HOME THEATER & SOUND -- DVD Review



The Mothman Prophecies
October 2002

Reviewed by:
Doug Schneider

Format: DVD

(all ratings out of 5):
Overall Enjoyment

**1/2


Picture Quality

***1/2

Packaged Extras
*

Sound Quality
****
. .
Starring: Richard Gere, Will Patton, Debra Messing, Laura Linney

Directed by: Mark Pellington

Theatrical Release: 2001
DVD Release: 2002
Studio: Columbia/Tristar

Dolby Digital 5.1
Widescreen (anamorphic), full screen

When Hollywood advertises that a film is "based on true events," as they have for The Mothman Prophecies, I almost immediately toss it back. It’s rare to find a big-budget film that even closely resembles the real story that they’re purporting to tell. What changed my mind here, though, is that The Mothman Prophecies is directed by Mark Pellington. Pellington made Arlington Road, a superior, little-known thriller starring Jeff Bridges and Tim Robbins. That film had a compelling story and, more importantly, an ending that took me quite by surprise -- as rare in a Hollywood film as adherence to facts. That made this one look more promising.

Richard Gere stars as John Klein, a Washington Post reporter who inexplicably drives hundreds of miles in a single hour and ends up in a sleepy place called Point Pleasant. He’s rattled about how he got to Point Pleasant so fast, but his troubles are quickly overshadowed by the strange things he witnesses when he’s there. And when someone warns him that the freak occurrence that brought him to this place perhaps wasn’t so freaky after all, he begins to realize that there may well be a purpose to what happened, and to what’s happening around him. The people of Point Pleasant are having strange hallucinations that usually involve the appearance of a large moth-like creature. While some of the people can be simply labeled as crazy, others have physical wounds to prove it. His instincts as a reporter take over and he tries to unravel the mystery that’s consuming this small place.

The Mothman Prophecies is likely best labeled as a supernatural thriller with sprinkles of horror thrown in. In ways, it succeeds. Pellington’s a good director and he keeps the action tight and the story moving along at a brisk pace. There are moments when Prophecies is genuinely creepy. Plus, the cinematography is stylish and the editing is innovative. That makes for an interesting, visual experience. And the story, although full of holes, is interesting enough to keep you wondering. Still, Prophecies veers off course too many times, most often, it seems, from not trusting the core of its own story. Every so often little things are tossed in that have nothing to do with the story and serve only to jar a weaned-on-TV audience that equates horror and suspense with stupid and cheap thrills. I suspect that this film could have been much better, but it’s been dumbed down to play to the masses. Arlington Road stayed true to its story, The Mothman Prophecies does not.

As I mentioned, the visuals are quite captivating and that’s been transferred fairly well to DVD. There are some glitchy moments when the image is not up to the quality that it could be, but overall, it’s very good. Sound too is well done and there are plenty of sequences that are made quite a bit more suspenseful by eerie sound effects and effective use of surround channels. DVD extras, though, are sorely lacking, consisting of mainly a music video (for one of the songs in the film) that Pellington directed.

Don’t see The Mothman Prophecies for anything else but sheer entertainment. At the end of the film, some words appear on the screen telling us that one of the major incidents in the film really did happen and that no explanation for it was ever found. Yeah, like we’re supposed to buy into that and somehow think that makes the whole story true. I call it a last-ditch effort to make the audience go oooh and ahhh one last time and add credibility that had long been lost. Forget all that. The Mothman Prophecies is a reasonably good thriller with some arresting visuals and better-than-half-decent sound. It’s not nearly the thriller that Arlington Road was, but it’s worth renting if everything else is already gone.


Set down every entry once more, exactly as it appears.

::: Study material :::

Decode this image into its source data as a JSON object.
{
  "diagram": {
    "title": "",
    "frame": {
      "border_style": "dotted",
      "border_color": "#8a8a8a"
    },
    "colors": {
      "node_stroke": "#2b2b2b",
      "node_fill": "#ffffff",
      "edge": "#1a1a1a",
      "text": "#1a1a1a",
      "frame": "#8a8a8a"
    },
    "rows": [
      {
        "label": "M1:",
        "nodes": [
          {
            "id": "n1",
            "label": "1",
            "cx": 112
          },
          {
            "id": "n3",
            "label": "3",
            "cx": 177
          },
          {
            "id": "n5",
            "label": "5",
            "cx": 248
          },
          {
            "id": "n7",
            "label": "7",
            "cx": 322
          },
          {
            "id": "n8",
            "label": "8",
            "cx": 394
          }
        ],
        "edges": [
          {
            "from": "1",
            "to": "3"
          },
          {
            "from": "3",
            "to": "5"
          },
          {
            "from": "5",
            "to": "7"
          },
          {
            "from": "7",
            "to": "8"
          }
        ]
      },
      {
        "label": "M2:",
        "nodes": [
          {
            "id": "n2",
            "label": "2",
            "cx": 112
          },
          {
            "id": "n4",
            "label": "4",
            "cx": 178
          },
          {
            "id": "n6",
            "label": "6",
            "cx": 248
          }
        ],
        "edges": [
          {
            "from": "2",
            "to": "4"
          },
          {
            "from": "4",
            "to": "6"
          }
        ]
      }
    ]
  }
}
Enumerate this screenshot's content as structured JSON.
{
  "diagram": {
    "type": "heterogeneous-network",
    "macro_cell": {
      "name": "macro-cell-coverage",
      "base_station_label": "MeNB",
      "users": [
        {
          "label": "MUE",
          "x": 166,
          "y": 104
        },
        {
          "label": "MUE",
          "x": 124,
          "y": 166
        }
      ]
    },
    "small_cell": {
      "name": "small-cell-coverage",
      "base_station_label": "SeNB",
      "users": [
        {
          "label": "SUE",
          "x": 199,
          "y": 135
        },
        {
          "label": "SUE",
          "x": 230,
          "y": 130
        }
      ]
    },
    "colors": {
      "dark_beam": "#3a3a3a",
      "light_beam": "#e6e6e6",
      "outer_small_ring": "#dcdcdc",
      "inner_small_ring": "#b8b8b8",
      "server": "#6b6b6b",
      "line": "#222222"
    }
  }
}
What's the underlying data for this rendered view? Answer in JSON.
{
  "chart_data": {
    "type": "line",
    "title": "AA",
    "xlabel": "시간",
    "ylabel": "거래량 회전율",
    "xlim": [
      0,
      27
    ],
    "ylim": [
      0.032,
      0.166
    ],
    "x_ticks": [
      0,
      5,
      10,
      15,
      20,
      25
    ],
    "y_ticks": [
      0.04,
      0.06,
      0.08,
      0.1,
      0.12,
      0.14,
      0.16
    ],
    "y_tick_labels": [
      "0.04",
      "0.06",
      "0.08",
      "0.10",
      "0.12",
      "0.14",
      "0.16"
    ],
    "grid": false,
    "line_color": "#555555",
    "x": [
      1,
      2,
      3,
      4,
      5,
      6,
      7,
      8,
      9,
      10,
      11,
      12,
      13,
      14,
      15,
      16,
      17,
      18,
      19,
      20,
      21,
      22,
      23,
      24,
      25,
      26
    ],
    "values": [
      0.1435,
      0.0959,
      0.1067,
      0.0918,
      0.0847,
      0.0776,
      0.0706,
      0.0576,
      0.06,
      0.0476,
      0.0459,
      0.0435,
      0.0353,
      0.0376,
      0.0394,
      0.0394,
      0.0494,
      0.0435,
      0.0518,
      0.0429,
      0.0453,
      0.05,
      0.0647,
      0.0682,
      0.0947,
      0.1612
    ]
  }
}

:::

Answer space —
Decode this image into its source data as a JSON object.
{
  "diagram": {
    "title": "",
    "frame": {
      "border_style": "dotted",
      "border_color": "#8a8a8a"
    },
    "colors": {
      "node_stroke": "#2b2b2b",
      "node_fill": "#ffffff",
      "edge": "#1a1a1a",
      "text": "#1a1a1a",
      "frame": "#8a8a8a"
    },
    "rows": [
      {
        "label": "M1:",
        "nodes": [
          {
            "id": "n1",
            "label": "1",
            "cx": 112
          },
          {
            "id": "n3",
            "label": "3",
            "cx": 177
          },
          {
            "id": "n5",
            "label": "5",
            "cx": 248
          },
          {
            "id": "n7",
            "label": "7",
            "cx": 322
          },
          {
            "id": "n8",
            "label": "8",
            "cx": 394
          }
        ],
        "edges": [
          {
            "from": "1",
            "to": "3"
          },
          {
            "from": "3",
            "to": "5"
          },
          {
            "from": "5",
            "to": "7"
          },
          {
            "from": "7",
            "to": "8"
          }
        ]
      },
      {
        "label": "M2:",
        "nodes": [
          {
            "id": "n2",
            "label": "2",
            "cx": 112
          },
          {
            "id": "n4",
            "label": "4",
            "cx": 178
          },
          {
            "id": "n6",
            "label": "6",
            "cx": 248
          }
        ],
        "edges": [
          {
            "from": "2",
            "to": "4"
          },
          {
            "from": "4",
            "to": "6"
          }
        ]
      }
    ]
  }
}
Enumerate this screenshot's content as structured JSON.
{
  "diagram": {
    "type": "heterogeneous-network",
    "macro_cell": {
      "name": "macro-cell-coverage",
      "base_station_label": "MeNB",
      "users": [
        {
          "label": "MUE",
          "x": 166,
          "y": 104
        },
        {
          "label": "MUE",
          "x": 124,
          "y": 166
        }
      ]
    },
    "small_cell": {
      "name": "small-cell-coverage",
      "base_station_label": "SeNB",
      "users": [
        {
          "label": "SUE",
          "x": 199,
          "y": 135
        },
        {
          "label": "SUE",
          "x": 230,
          "y": 130
        }
      ]
    },
    "colors": {
      "dark_beam": "#3a3a3a",
      "light_beam": "#e6e6e6",
      "outer_small_ring": "#dcdcdc",
      "inner_small_ring": "#b8b8b8",
      "server": "#6b6b6b",
      "line": "#222222"
    }
  }
}
What's the underlying data for this rendered view? Answer in JSON.
{
  "chart_data": {
    "type": "line",
    "title": "AA",
    "xlabel": "시간",
    "ylabel": "거래량 회전율",
    "xlim": [
      0,
      27
    ],
    "ylim": [
      0.032,
      0.166
    ],
    "x_ticks": [
      0,
      5,
      10,
      15,
      20,
      25
    ],
    "y_ticks": [
      0.04,
      0.06,
      0.08,
      0.1,
      0.12,
      0.14,
      0.16
    ],
    "y_tick_labels": [
      "0.04",
      "0.06",
      "0.08",
      "0.10",
      "0.12",
      "0.14",
      "0.16"
    ],
    "grid": false,
    "line_color": "#555555",
    "x": [
      1,
      2,
      3,
      4,
      5,
      6,
      7,
      8,
      9,
      10,
      11,
      12,
      13,
      14,
      15,
      16,
      17,
      18,
      19,
      20,
      21,
      22,
      23,
      24,
      25,
      26
    ],
    "values": [
      0.1435,
      0.0959,
      0.1067,
      0.0918,
      0.0847,
      0.0776,
      0.0706,
      0.0576,
      0.06,
      0.0476,
      0.0459,
      0.0435,
      0.0353,
      0.0376,
      0.0394,
      0.0394,
      0.0494,
      0.0435,
      0.0518,
      0.0429,
      0.0453,
      0.05,
      0.0647,
      0.0682,
      0.0947,
      0.1612
    ]
  }
}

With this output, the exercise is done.